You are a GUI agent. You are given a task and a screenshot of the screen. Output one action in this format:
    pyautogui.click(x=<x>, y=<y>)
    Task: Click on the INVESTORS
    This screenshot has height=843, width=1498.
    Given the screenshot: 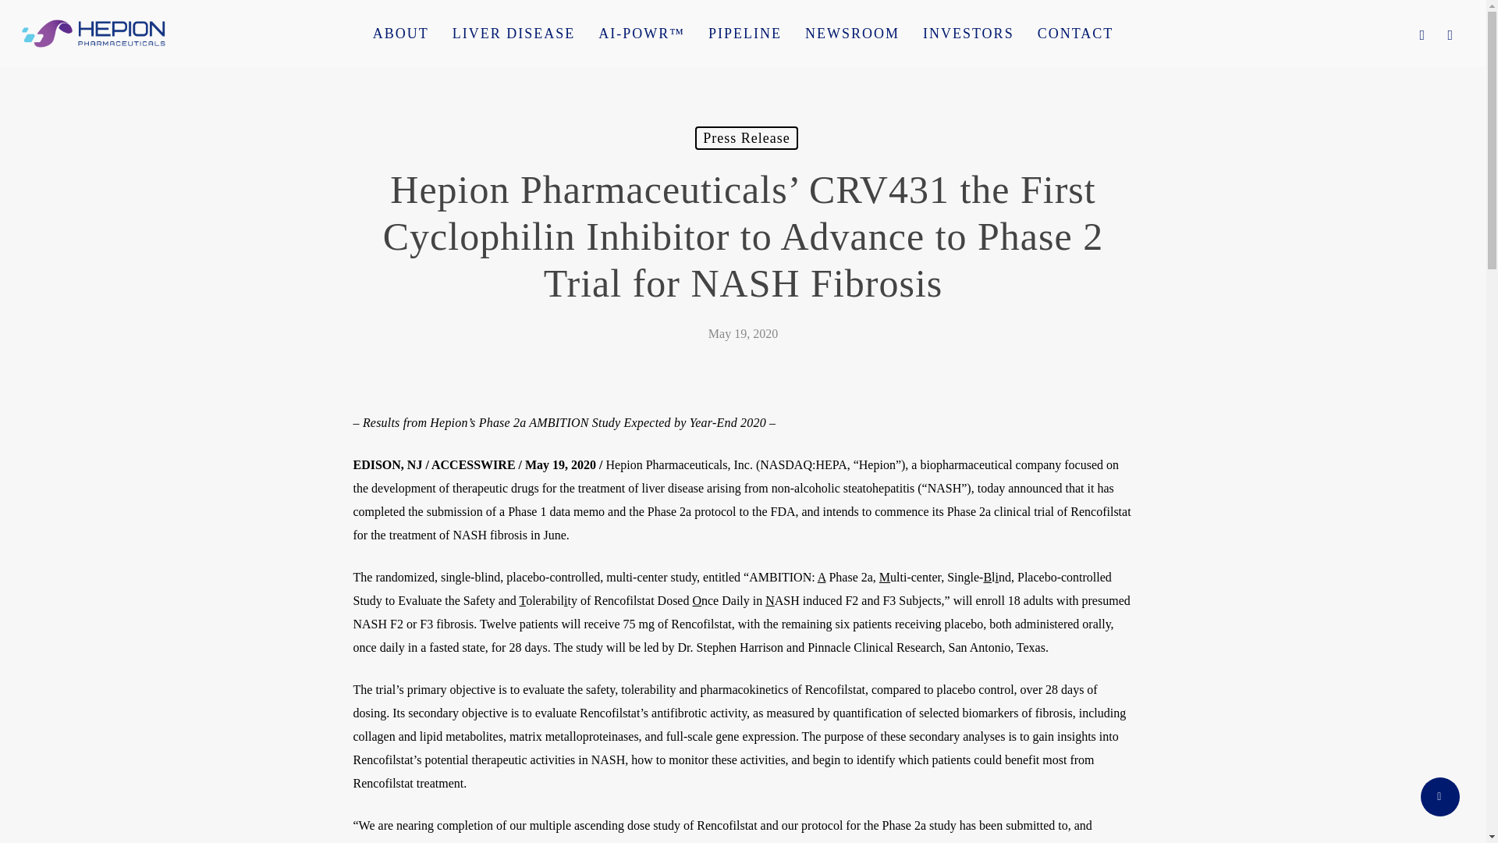 What is the action you would take?
    pyautogui.click(x=968, y=33)
    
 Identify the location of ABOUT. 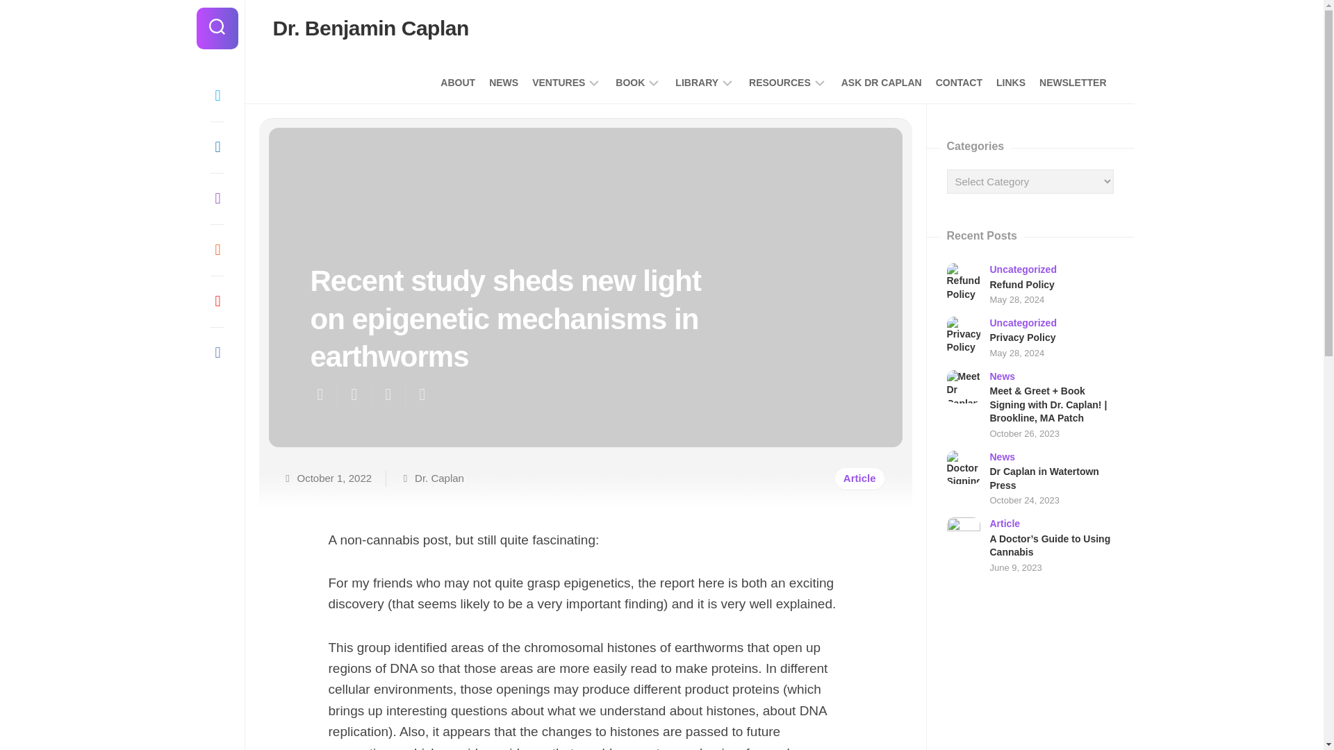
(457, 82).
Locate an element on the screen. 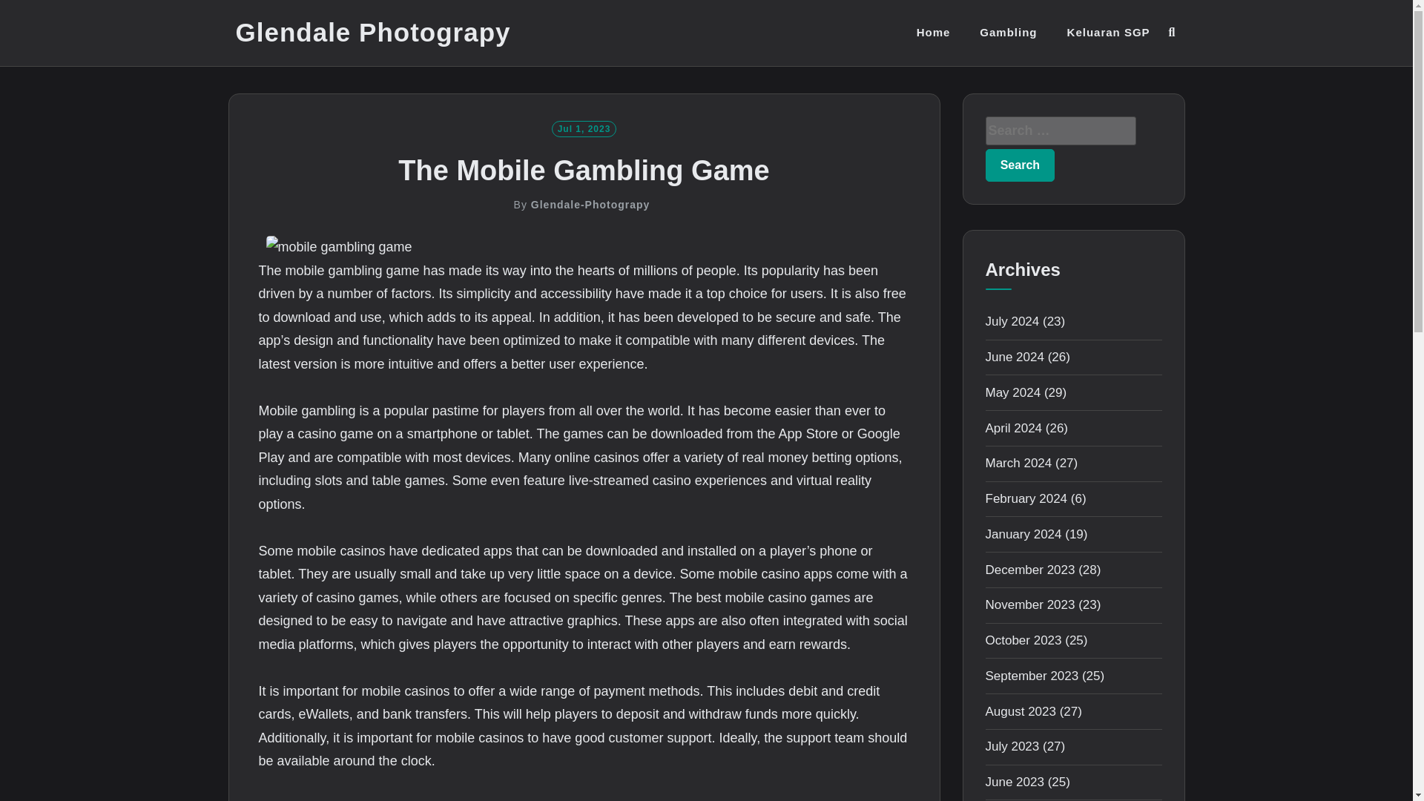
• • •
> DIRECTIONS
Your answer must be the lines from the one containing "Identify the location of ABOUT." through the last line of the records, copied exactly, with no pictures.

> RESULT OF THIS EXERCISE
 Identify the location of ABOUT. 
(457, 82).
Locate an element on the screen. 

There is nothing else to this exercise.